Pride Goeth Before the Mansplaining

We hear a great deal nowadays about outrage addiction, how Facebook, Twitter, and other social media sights, combined with fake news, fuel a wrath-based addiction in a large portion of the populace.

What we seldom address is that this faux outrage we are all indulging in is not true wrath. It is pride.

True wrath is when you hear something that truly strikes you to the core, you rush out, and, perhaps you do something stupid, on the spur of the moment—usually something you regret later.

Wrath is often like wine. It goes to your head, but you feel differently when you cool off afterward.

Pride-fueled anger is something quite different.

Pride-fueled anger often works like this. We see a thing. It doesn’t particular raise a reaction in us. We have the following thought: Oh, yeah! I can stick it to those jerks in the opposition if I rub this in their face. Makes them look like a hypocrite!

Then we get angry. Only our anger is really our pride goading us. Our words often speak of virtue and rightness, but our motives are bad.

Worse, while people on either side of a single issue might not see it, because they are both fueled by outrage, to those who step back and regard the situation calmly the pride and false anger is obvious.

In other words, everyone not sucked in knows our outrage is fake—that we are just puffing ourselves up.

Outrage addiction is feeding our pride, and it is growing into a monster.

I was thinking something similar today in regards to that word I dislike so much, “mansplaining.”

1)             Mansplaining is an ugly, unpleasant word.

2)         Women also do plenty of annoying things. It has taken us over fifty years to get men to overlook these things and treat us as equals. If we stop acting in a business-like fashion and start going after them, they will take their gloves off as well—and we will soon be back where we were fifty years ago.

3)         It is true that some man do the behavior that leads to this term out of arrogant pride—but usually, when I see this behavior, it is some gentleman who is not very good at social interaction trying to express something he cares or share something knows about.

And he doesn’t just do this to women. He talks this way to everyone.

What is the ideal reaction to someone under this last set of situations?

Going out on a limb here, I dare say that the answer is kindness.

In order to be offended by a man—or anyone—speaking in such a fashion, we, the woman listening, have to believe that his speech is attacking our pride.

That he is belittling us.

Otherwise, objections to mansplaining would not so often be accompanied by faux-style outrage.

If we do not see what the man is saying as an attack on our pride, we would not be bothered by it.

 We would either hold up our hand and kindly say, “I already know all about this. Thanks.”

Or we would listen and ask a few thoughtful questions in an effort to encourage the speaker to feel more at east with social interaction.

Because kindness.

One of my hobbies is reading Near Death Experiences (research for a future fantasy book). I have read hundreds, possibly thousands of such experiences.

I have read NDEs by atheists, Christians, Jews, and more. They all tend to have many elements in common.

One element often found is the Life Review. It works, according to these experiences as thus: The person sees their whole life flash before them. There are others there, but all the judging of whether it was good or bad is done by the individual themselves.

The thing they are judging—the thing they are looking for—is not how well they played the game of life or how far ahead they got in the world, but…how much love was expressed.

Just that. Whether or not they expressed self-less love.

Now, you may believe the reports of NDEs, or you may just consider them a kind of analogy about life. But either way…

Every time we interact with others, we are being given an opportunity to love, an opportunity to treat others with thoughtfulness and kindness.

When we accept this opportunity, we win.

When we fail to accept it, we lose.

No matter how much we may seem to win in the short term, we lose in the long term. Both us and everyone around us.

Do some people talk down to us because they are arrogant idiots?

Yes.

Should this excuse us being arrogant in return?

No.

Not if you believe in Do unto others as you would have them do unto you.

Worse, those men who actually are arrogant, who actually do despise women, are going to keep on despising them.

The men who rush around trying not to “mansplain” are the ones who either were not arrogant to begin with or who have another less admirable motive for trying to please the ladies.

So next time you feel someone is explaining something you don’t need to hear, don’t call him names. Just gently find a way to let him know…or, if he needs the support, just listen and thank him—even if you already knew.

Because when we women let pride overcome our reason, we come over as…

Let’s just say that there are A LOT of words for what women are like when they do unpleasant things, and we don’t need to be using those either.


### Assigned task
Everything in the listing that follows should be reproduced exactly except the pictures.

### Supplied material

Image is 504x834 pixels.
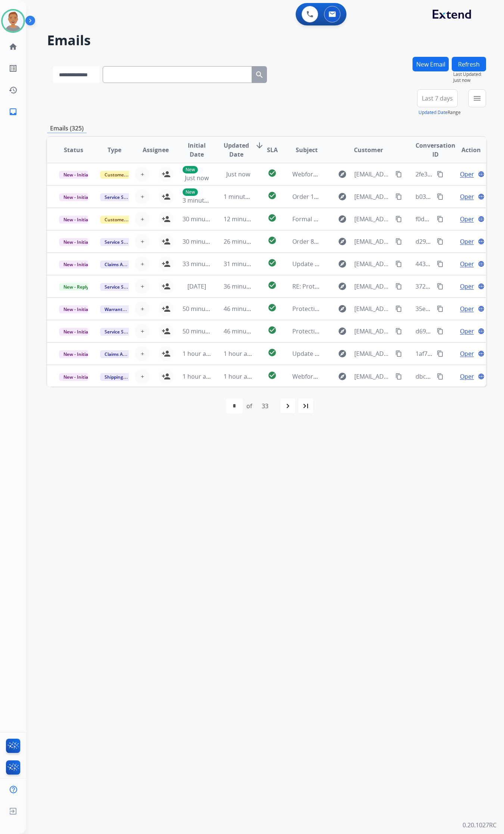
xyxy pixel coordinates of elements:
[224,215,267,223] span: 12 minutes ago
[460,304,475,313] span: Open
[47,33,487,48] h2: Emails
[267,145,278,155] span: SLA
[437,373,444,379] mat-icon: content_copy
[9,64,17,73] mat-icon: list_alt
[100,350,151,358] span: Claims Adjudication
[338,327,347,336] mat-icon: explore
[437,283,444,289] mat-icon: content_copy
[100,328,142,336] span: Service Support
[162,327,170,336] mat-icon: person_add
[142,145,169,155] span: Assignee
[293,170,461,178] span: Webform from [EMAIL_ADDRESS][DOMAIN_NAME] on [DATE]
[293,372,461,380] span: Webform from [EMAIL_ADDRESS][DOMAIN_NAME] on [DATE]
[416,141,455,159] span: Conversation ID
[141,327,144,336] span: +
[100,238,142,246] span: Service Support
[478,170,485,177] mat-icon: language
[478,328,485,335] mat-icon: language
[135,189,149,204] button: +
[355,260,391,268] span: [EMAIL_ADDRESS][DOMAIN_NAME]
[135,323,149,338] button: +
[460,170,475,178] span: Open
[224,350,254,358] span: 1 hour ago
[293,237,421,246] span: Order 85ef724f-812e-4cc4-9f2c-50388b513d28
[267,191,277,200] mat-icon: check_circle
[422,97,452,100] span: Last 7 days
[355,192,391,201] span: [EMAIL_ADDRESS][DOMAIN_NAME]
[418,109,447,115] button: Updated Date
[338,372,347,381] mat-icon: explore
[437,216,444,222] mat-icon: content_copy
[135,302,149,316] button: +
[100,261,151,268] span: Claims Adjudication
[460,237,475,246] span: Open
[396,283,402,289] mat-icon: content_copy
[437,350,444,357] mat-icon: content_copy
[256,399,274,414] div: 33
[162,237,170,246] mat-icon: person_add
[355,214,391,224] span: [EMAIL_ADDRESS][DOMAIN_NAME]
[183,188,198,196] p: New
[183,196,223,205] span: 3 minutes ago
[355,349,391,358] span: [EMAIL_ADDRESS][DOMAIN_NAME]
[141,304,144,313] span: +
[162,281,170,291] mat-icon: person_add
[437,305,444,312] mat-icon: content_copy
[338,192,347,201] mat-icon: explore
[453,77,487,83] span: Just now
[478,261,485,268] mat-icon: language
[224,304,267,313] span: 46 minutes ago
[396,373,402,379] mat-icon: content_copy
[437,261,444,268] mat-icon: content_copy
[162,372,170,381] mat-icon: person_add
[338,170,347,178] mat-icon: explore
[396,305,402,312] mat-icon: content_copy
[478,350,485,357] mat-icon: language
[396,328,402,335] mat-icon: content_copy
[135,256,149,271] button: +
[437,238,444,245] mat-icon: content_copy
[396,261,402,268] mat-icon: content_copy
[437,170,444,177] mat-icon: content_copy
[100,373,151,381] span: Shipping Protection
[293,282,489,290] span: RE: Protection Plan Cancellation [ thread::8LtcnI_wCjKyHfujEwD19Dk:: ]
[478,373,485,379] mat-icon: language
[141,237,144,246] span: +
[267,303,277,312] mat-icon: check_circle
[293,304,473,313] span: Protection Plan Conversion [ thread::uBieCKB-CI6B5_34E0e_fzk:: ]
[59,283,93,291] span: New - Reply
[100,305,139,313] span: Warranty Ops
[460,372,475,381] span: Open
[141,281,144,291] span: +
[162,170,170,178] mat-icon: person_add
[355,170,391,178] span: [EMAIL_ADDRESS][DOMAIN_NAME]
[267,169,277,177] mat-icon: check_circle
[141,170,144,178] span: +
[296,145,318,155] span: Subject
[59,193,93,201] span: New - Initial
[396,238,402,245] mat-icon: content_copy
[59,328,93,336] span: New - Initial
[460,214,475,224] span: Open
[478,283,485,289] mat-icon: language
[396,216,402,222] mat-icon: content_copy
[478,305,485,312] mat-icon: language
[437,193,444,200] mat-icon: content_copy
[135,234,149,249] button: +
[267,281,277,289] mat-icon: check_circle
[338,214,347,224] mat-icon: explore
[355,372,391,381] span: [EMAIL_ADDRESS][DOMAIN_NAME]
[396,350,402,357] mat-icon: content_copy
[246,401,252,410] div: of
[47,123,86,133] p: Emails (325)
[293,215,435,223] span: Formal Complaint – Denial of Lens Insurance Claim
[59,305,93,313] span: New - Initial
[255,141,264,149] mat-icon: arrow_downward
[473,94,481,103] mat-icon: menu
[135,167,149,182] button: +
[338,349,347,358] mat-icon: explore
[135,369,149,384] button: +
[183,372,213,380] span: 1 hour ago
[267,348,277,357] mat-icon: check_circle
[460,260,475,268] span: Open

### Task response
Image is 504x834 pixels.
xyxy pixel coordinates of elements:
[224,215,267,223] span: 12 minutes ago
[460,304,475,313] span: Open
[47,33,487,48] h2: Emails
[267,145,278,155] span: SLA
[437,373,444,379] mat-icon: content_copy
[9,64,17,73] mat-icon: list_alt
[100,350,151,358] span: Claims Adjudication
[338,327,347,336] mat-icon: explore
[437,283,444,289] mat-icon: content_copy
[100,328,142,336] span: Service Support
[162,327,170,336] mat-icon: person_add
[142,145,169,155] span: Assignee
[293,170,461,178] span: Webform from [EMAIL_ADDRESS][DOMAIN_NAME] on [DATE]
[293,372,461,380] span: Webform from [EMAIL_ADDRESS][DOMAIN_NAME] on [DATE]
[416,141,455,159] span: Conversation ID
[141,327,144,336] span: +
[100,238,142,246] span: Service Support
[478,170,485,177] mat-icon: language
[478,328,485,335] mat-icon: language
[135,189,149,204] button: +
[355,260,391,268] span: [EMAIL_ADDRESS][DOMAIN_NAME]
[135,323,149,338] button: +
[460,170,475,178] span: Open
[224,350,254,358] span: 1 hour ago
[293,237,421,246] span: Order 85ef724f-812e-4cc4-9f2c-50388b513d28
[267,191,277,200] mat-icon: check_circle
[422,97,452,100] span: Last 7 days
[355,192,391,201] span: [EMAIL_ADDRESS][DOMAIN_NAME]
[418,109,447,115] button: Updated Date
[338,372,347,381] mat-icon: explore
[437,216,444,222] mat-icon: content_copy
[135,302,149,316] button: +
[100,261,151,268] span: Claims Adjudication
[460,237,475,246] span: Open
[396,283,402,289] mat-icon: content_copy
[437,350,444,357] mat-icon: content_copy
[256,399,274,414] div: 33
[162,237,170,246] mat-icon: person_add
[355,214,391,224] span: [EMAIL_ADDRESS][DOMAIN_NAME]
[183,188,198,196] p: New
[183,196,223,205] span: 3 minutes ago
[355,349,391,358] span: [EMAIL_ADDRESS][DOMAIN_NAME]
[141,304,144,313] span: +
[162,281,170,291] mat-icon: person_add
[437,305,444,312] mat-icon: content_copy
[338,192,347,201] mat-icon: explore
[453,77,487,83] span: Just now
[478,261,485,268] mat-icon: language
[224,304,267,313] span: 46 minutes ago
[396,373,402,379] mat-icon: content_copy
[437,261,444,268] mat-icon: content_copy
[162,372,170,381] mat-icon: person_add
[338,170,347,178] mat-icon: explore
[396,305,402,312] mat-icon: content_copy
[478,350,485,357] mat-icon: language
[396,328,402,335] mat-icon: content_copy
[135,256,149,271] button: +
[437,238,444,245] mat-icon: content_copy
[396,261,402,268] mat-icon: content_copy
[437,170,444,177] mat-icon: content_copy
[100,373,151,381] span: Shipping Protection
[293,282,489,290] span: RE: Protection Plan Cancellation [ thread::8LtcnI_wCjKyHfujEwD19Dk:: ]
[478,373,485,379] mat-icon: language
[141,237,144,246] span: +
[267,303,277,312] mat-icon: check_circle
[293,304,473,313] span: Protection Plan Conversion [ thread::uBieCKB-CI6B5_34E0e_fzk:: ]
[59,283,93,291] span: New - Reply
[100,305,139,313] span: Warranty Ops
[460,372,475,381] span: Open
[141,281,144,291] span: +
[162,170,170,178] mat-icon: person_add
[355,170,391,178] span: [EMAIL_ADDRESS][DOMAIN_NAME]
[267,169,277,177] mat-icon: check_circle
[141,170,144,178] span: +
[296,145,318,155] span: Subject
[59,193,93,201] span: New - Initial
[396,238,402,245] mat-icon: content_copy
[59,328,93,336] span: New - Initial
[460,214,475,224] span: Open
[478,283,485,289] mat-icon: language
[396,216,402,222] mat-icon: content_copy
[478,305,485,312] mat-icon: language
[437,193,444,200] mat-icon: content_copy
[135,234,149,249] button: +
[267,281,277,289] mat-icon: check_circle
[338,214,347,224] mat-icon: explore
[355,372,391,381] span: [EMAIL_ADDRESS][DOMAIN_NAME]
[396,350,402,357] mat-icon: content_copy
[246,401,252,410] div: of
[47,123,86,133] p: Emails (325)
[293,215,435,223] span: Formal Complaint – Denial of Lens Insurance Claim
[59,305,93,313] span: New - Initial
[255,141,264,149] mat-icon: arrow_downward
[473,94,481,103] mat-icon: menu
[135,167,149,182] button: +
[338,349,347,358] mat-icon: explore
[135,369,149,384] button: +
[183,372,213,380] span: 1 hour ago
[267,348,277,357] mat-icon: check_circle
[460,260,475,268] span: Open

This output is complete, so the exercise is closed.